I am implementing a ringbuffer and in one method I am reading CHUNKSIZE
bytes from a file in a loop and insert the pointer into the ringbuffer.
I am doing this in a while loop. The code works fine with malloc
but calloc
causes a segfault at the end of the loop. This is really mysterious.
Here is the code:
fpos_t position = 0;
fpos_t file_size = 0;
fseek(file, 0L, SEEK_END);
fgetpos(file,&file_size);
fseek(file, 0L, SEEK_SET);
char* b = calloc(CHUNKSIZE,sizeof(char));
// char* b = malloc(sizeof(char)*CHUNKSIZE);
while(fread(b,1,CHUNKSIZE,file)){
deposit(reader_buf,b);
// This always changes the cursor position by -150 to create overlapping chunks
fseek(file,-150,SEEK_CUR);
b = calloc(CHUNKSIZE,sizeof(char));
// b = malloc(sizeof(char)*CHUNKSIZE);
}
It's probably not that malloc
segfaults and calloc
doesn't.
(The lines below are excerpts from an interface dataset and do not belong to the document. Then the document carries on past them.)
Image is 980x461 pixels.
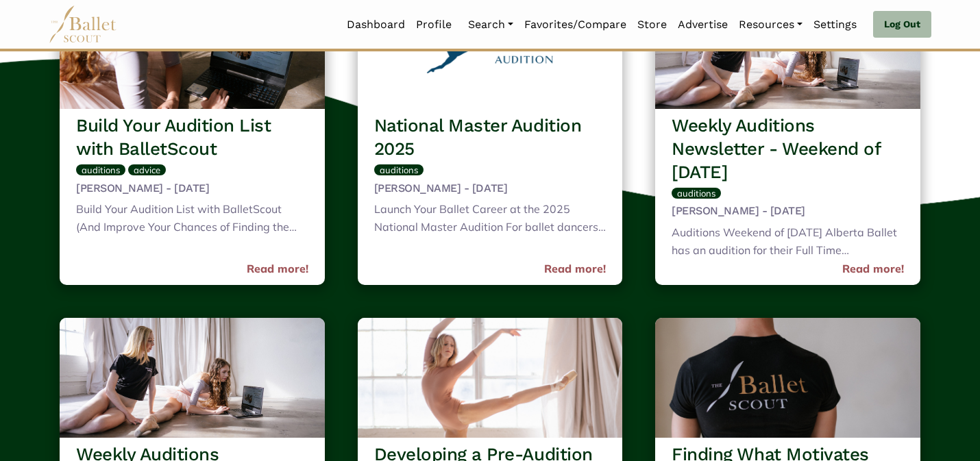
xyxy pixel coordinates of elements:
a: Settings [808,10,862,39]
h5: [PERSON_NAME] - [DATE] [76,181,309,196]
img: header_image.img [60,318,325,438]
span: auditions [81,164,120,175]
a: Profile [411,10,458,39]
img: header_image.img [357,318,623,438]
span: auditions [380,164,418,175]
a: Advertise [672,10,734,39]
a: Store [632,10,672,39]
h5: [PERSON_NAME] - [DATE] [374,181,606,196]
a: Read more! [842,261,904,278]
a: Read more! [544,261,606,278]
h3: Weekly Auditions Newsletter - Weekend of [DATE] [671,115,904,184]
a: Favorites/Compare [519,10,632,39]
span: advice [134,164,161,175]
span: auditions [677,188,716,198]
h5: [PERSON_NAME] - [DATE] [671,204,904,218]
a: Read more! [246,261,309,278]
div: Build Your Audition List with BalletScout (And Improve Your Chances of Finding the Right Dance Jo... [76,201,309,238]
img: header_image.img [655,318,920,438]
h3: National Master Audition 2025 [374,115,606,161]
h3: Build Your Audition List with BalletScout [76,115,309,161]
a: Resources [734,10,808,39]
a: Search [463,10,519,39]
a: Log Out [874,11,931,39]
div: Launch Your Ballet Career at the 2025 National Master Audition For ballet dancers looking to take... [374,201,606,238]
div: Auditions Weekend of [DATE] Alberta Ballet has an audition for their Full Time Professional Progr... [671,224,904,262]
a: Dashboard [341,10,411,39]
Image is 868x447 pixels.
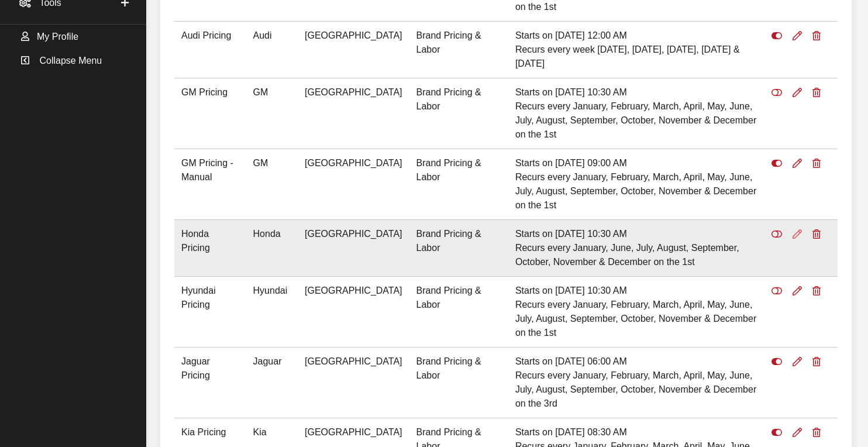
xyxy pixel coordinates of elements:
[246,277,298,348] td: Hyundai
[37,32,78,41] span: My Profile
[416,158,482,182] span: Brand Pricing & Labor
[39,56,102,65] span: Collapse Menu
[807,220,831,249] button: Delete Definition
[771,277,788,306] button: Enable Definition
[788,277,807,306] a: Edit Definition
[416,229,482,253] span: Brand Pricing & Labor
[771,348,788,377] button: Disable Definition
[788,78,807,108] a: Edit Definition
[788,149,807,179] a: Edit Definition
[174,220,246,277] td: Honda Pricing
[807,277,831,306] button: Delete Definition
[174,22,246,78] td: Audi Pricing
[807,149,831,179] button: Delete Definition
[807,348,831,377] button: Delete Definition
[515,357,757,409] span: Starts on [DATE] 06:00 AM Recurs every January, February, March, April, May, June, July, August, ...
[515,286,757,338] span: Starts on [DATE] 10:30 AM Recurs every January, February, March, April, May, June, July, August, ...
[246,149,298,220] td: GM
[298,78,410,149] td: [GEOGRAPHIC_DATA]
[771,22,788,51] button: Disable Definition
[174,277,246,348] td: Hyundai Pricing
[174,149,246,220] td: GM Pricing - Manual
[174,348,246,418] td: Jaguar Pricing
[807,22,831,51] button: Delete Definition
[416,286,482,310] span: Brand Pricing & Labor
[246,348,298,418] td: Jaguar
[246,22,298,78] td: Audi
[298,348,410,418] td: [GEOGRAPHIC_DATA]
[298,22,410,78] td: [GEOGRAPHIC_DATA]
[771,78,788,108] button: Enable Definition
[298,220,410,277] td: [GEOGRAPHIC_DATA]
[416,87,482,111] span: Brand Pricing & Labor
[174,78,246,149] td: GM Pricing
[298,277,410,348] td: [GEOGRAPHIC_DATA]
[515,229,740,267] span: Starts on [DATE] 10:30 AM Recurs every January, June, July, August, September, October, November ...
[416,357,482,380] span: Brand Pricing & Labor
[298,149,410,220] td: [GEOGRAPHIC_DATA]
[246,78,298,149] td: GM
[788,22,807,51] a: Edit Definition
[515,87,757,139] span: Starts on [DATE] 10:30 AM Recurs every January, February, March, April, May, June, July, August, ...
[515,158,757,210] span: Starts on [DATE] 09:00 AM Recurs every January, February, March, April, May, June, July, August, ...
[771,220,788,249] button: Enable Definition
[807,78,831,108] button: Delete Definition
[515,31,740,68] span: Starts on [DATE] 12:00 AM Recurs every week [DATE], [DATE], [DATE], [DATE] & [DATE]
[246,220,298,277] td: Honda
[788,220,807,249] a: Edit Definition
[788,348,807,377] a: Edit Definition
[771,149,788,179] button: Disable Definition
[416,31,482,55] span: Brand Pricing & Labor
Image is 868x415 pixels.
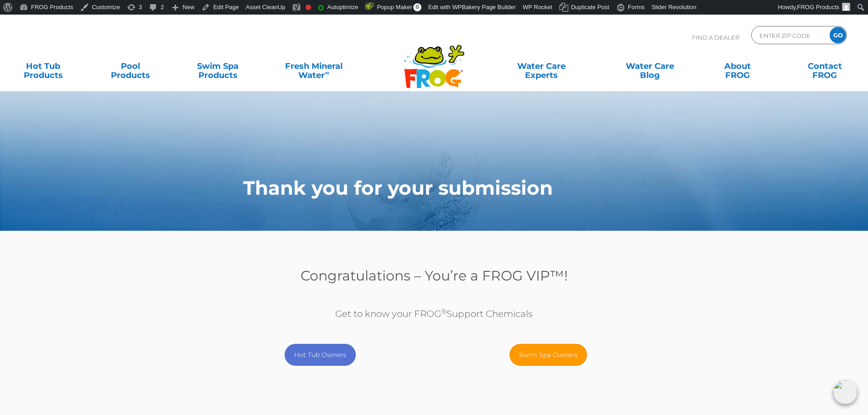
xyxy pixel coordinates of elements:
a: Water CareExperts [486,57,596,76]
a: Fresh MineralWater∞ [271,57,356,76]
span: Slider Revolution [651,4,696,11]
p: Find A Dealer [692,26,739,49]
input: GO [829,27,845,43]
span: 0 [413,4,421,12]
a: Hot TubProducts [9,57,77,76]
a: Swim Spa Owners [510,344,587,365]
a: Hot Tub Owners [285,344,356,365]
img: openIcon [833,380,856,404]
p: Get to know your FROG Support Chemicals [206,306,662,320]
a: PoolProducts [96,57,165,76]
a: AboutFROG [703,57,771,76]
h1: Thank you for your submission [21,176,775,199]
div: Focus keyphrase not set [305,5,311,10]
a: Water CareBlog [616,57,684,76]
sup: ∞ [325,68,330,77]
span: FROG Products [797,4,839,11]
a: Swim SpaProducts [184,57,252,76]
h3: Congratulations – You’re a FROG VIP™! [206,268,662,284]
sup: ® [441,307,447,315]
a: ContactFROG [791,57,858,76]
img: Frog Products Logo [399,32,469,88]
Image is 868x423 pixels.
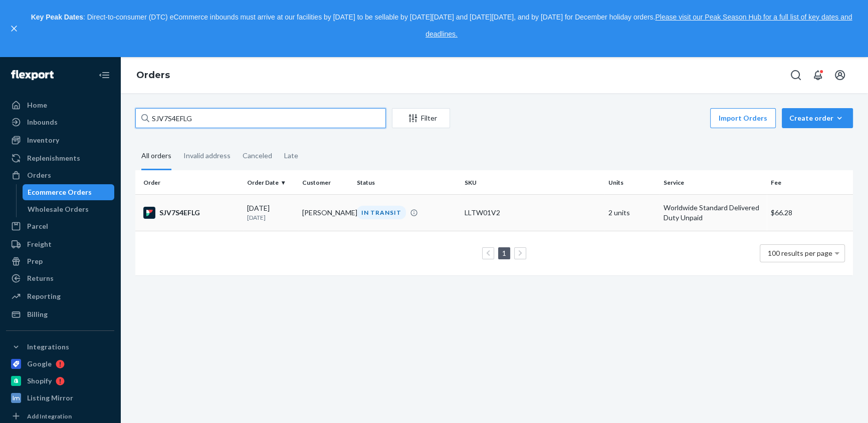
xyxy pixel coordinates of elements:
div: SJV7S4EFLG [143,207,239,219]
a: Reporting [6,288,114,304]
a: Wholesale Orders [23,201,115,218]
a: Home [6,97,114,113]
div: Shopify [27,376,52,386]
button: Create order [782,108,853,128]
a: Ecommerce Orders [23,185,115,200]
div: Reporting [27,292,61,302]
p: [DATE] [247,213,294,222]
button: Open notifications [808,65,828,85]
img: Flexport logo [11,70,54,80]
strong: Key Peak Dates [31,13,83,21]
div: Inventory [27,135,59,145]
th: SKU [461,170,604,194]
td: [PERSON_NAME] [298,194,353,231]
div: Returns [27,273,54,284]
a: Freight [6,236,114,253]
div: Filter [392,113,450,123]
div: Replenishments [27,154,80,163]
a: Google [6,356,114,372]
a: Page 1 is your current page [500,249,508,257]
div: Orders [27,170,51,180]
button: Import Orders [710,108,776,128]
div: Home [27,100,47,110]
a: Prep [6,253,114,269]
a: Inbounds [6,114,114,130]
a: Shopify [6,373,114,389]
div: Integrations [27,342,69,352]
div: Invalid address [183,143,231,169]
div: Late [284,143,298,169]
button: Open Search Box [786,65,806,85]
div: IN TRANSIT [357,206,406,220]
div: Listing Mirror [27,393,73,403]
span: 100 results per page [768,249,832,257]
a: Orders [136,69,170,80]
div: Inbounds [27,117,58,127]
div: LLTW01V2 [465,208,600,218]
a: Replenishments [6,150,114,166]
div: Freight [27,240,52,249]
button: Close Navigation [94,65,114,85]
div: Add Integration [27,412,72,421]
div: Create order [790,113,846,123]
a: Listing Mirror [6,390,114,406]
span: Chat [22,7,43,16]
div: Billing [27,310,47,319]
th: Status [353,170,461,194]
td: 2 units [605,194,660,231]
a: Add Integration [6,410,114,422]
div: [DATE] [247,203,294,222]
a: Returns [6,271,114,286]
div: Prep [27,257,43,266]
div: Ecommerce Orders [28,187,92,198]
div: Wholesale Orders [28,205,89,214]
a: Inventory [6,132,114,148]
div: Google [27,359,52,369]
ol: breadcrumbs [128,61,178,90]
button: Open account menu [830,65,850,85]
th: Order Date [243,170,298,194]
th: Order [135,170,243,194]
div: Parcel [27,222,48,231]
button: Filter [392,108,450,128]
a: Billing [6,306,114,323]
p: : Direct-to-consumer (DTC) eCommerce inbounds must arrive at our facilities by [DATE] to be sella... [24,9,859,43]
a: Orders [6,167,114,183]
p: Worldwide Standard Delivered Duty Unpaid [663,203,763,223]
th: Service [659,170,767,194]
th: Units [605,170,660,194]
th: Fee [767,170,853,194]
a: Parcel [6,218,114,234]
div: All orders [141,143,171,170]
input: Search orders [135,108,386,128]
td: $66.28 [767,194,853,231]
button: close, [9,23,19,34]
a: Please visit our Peak Season Hub for a full list of key dates and deadlines. [426,13,852,38]
button: Integrations [6,339,114,355]
div: Canceled [242,143,272,169]
div: Customer [302,178,349,187]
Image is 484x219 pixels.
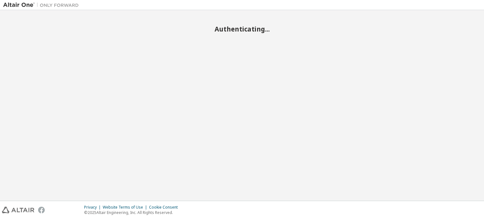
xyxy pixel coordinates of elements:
[103,205,149,210] div: Website Terms of Use
[149,205,182,210] div: Cookie Consent
[84,210,182,215] p: © 2025 Altair Engineering, Inc. All Rights Reserved.
[3,25,481,33] h2: Authenticating...
[3,2,82,8] img: Altair One
[84,205,103,210] div: Privacy
[38,207,45,213] img: facebook.svg
[2,207,34,213] img: altair_logo.svg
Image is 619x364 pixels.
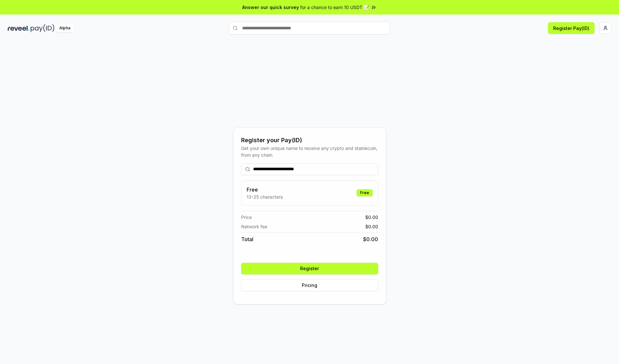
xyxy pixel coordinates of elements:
[30,24,55,32] img: pay_id
[247,185,283,193] h3: Free
[241,223,267,230] span: Network fee
[242,4,299,11] span: Answer our quick survey
[241,145,378,158] div: Get your own unique name to receive any crypto and stablecoin, from any chain
[548,22,595,34] button: Register Pay(ID)
[241,213,252,221] span: Price
[8,24,29,32] img: reveel_dark
[241,263,378,274] button: Register
[241,280,378,291] button: Pricing
[247,193,283,200] p: 13-25 characters
[241,136,378,145] div: Register your Pay(ID)
[363,235,378,243] span: $ 0.00
[357,189,373,196] div: Free
[365,223,378,230] span: $ 0.00
[365,213,378,221] span: $ 0.00
[241,235,254,243] span: Total
[300,4,369,11] span: for a chance to earn 10 USDT 📝
[56,24,74,32] div: Alpha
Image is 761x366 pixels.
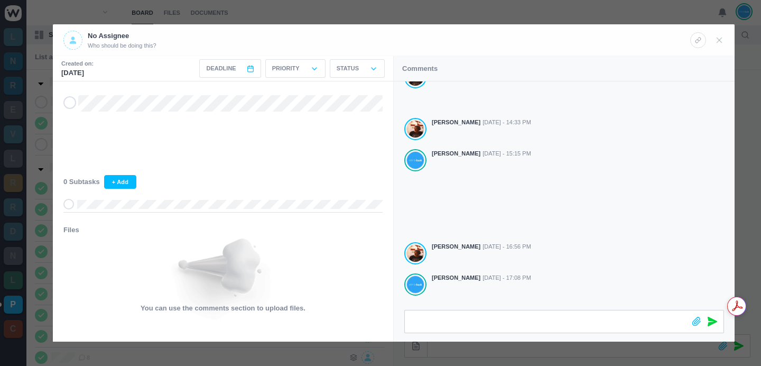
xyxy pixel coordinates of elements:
[402,63,438,74] p: Comments
[88,41,156,50] span: Who should be doing this?
[61,68,94,78] p: [DATE]
[61,59,94,68] small: Created on:
[206,64,236,73] span: Deadline
[88,31,156,41] p: No Assignee
[272,64,300,73] p: Priority
[337,64,359,73] p: Status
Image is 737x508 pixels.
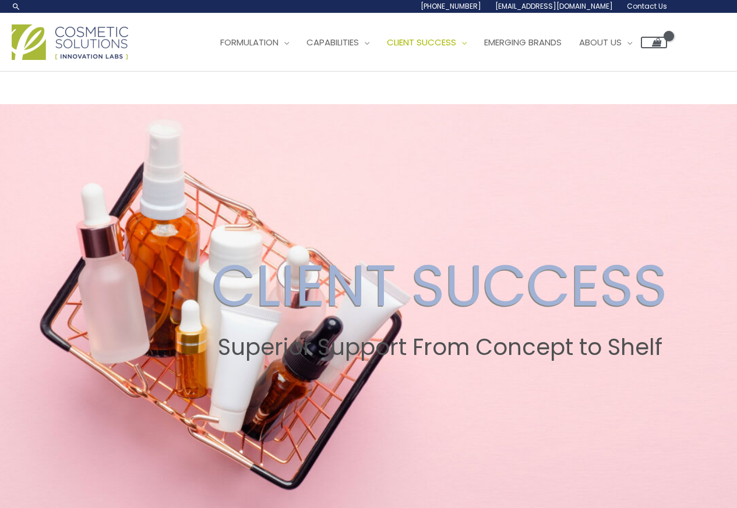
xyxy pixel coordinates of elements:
[298,25,378,60] a: Capabilities
[475,25,570,60] a: Emerging Brands
[211,25,298,60] a: Formulation
[579,36,621,48] span: About Us
[306,36,359,48] span: Capabilities
[627,1,667,11] span: Contact Us
[570,25,641,60] a: About Us
[212,252,667,320] h2: CLIENT SUCCESS
[495,1,613,11] span: [EMAIL_ADDRESS][DOMAIN_NAME]
[378,25,475,60] a: Client Success
[641,37,667,48] a: View Shopping Cart, empty
[212,334,667,361] h2: Superior Support From Concept to Shelf
[220,36,278,48] span: Formulation
[484,36,561,48] span: Emerging Brands
[203,25,667,60] nav: Site Navigation
[421,1,481,11] span: [PHONE_NUMBER]
[12,24,128,60] img: Cosmetic Solutions Logo
[12,2,21,11] a: Search icon link
[387,36,456,48] span: Client Success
To prove this, put a diagnostic puts( "allocated memory" );
after the malloc-or-calloc line and try it again. Throw another right after the loop. That should prove to you that it is not the choice of function itself that is causing the problem.
Try using a run-time memory debugger like valgrind. I wouldn't be surprised if it finds your problem on the first time your run your program with it. I also would not be surprised if it turns out that you were relying on zeroed out memory like Alexandru C. suggests.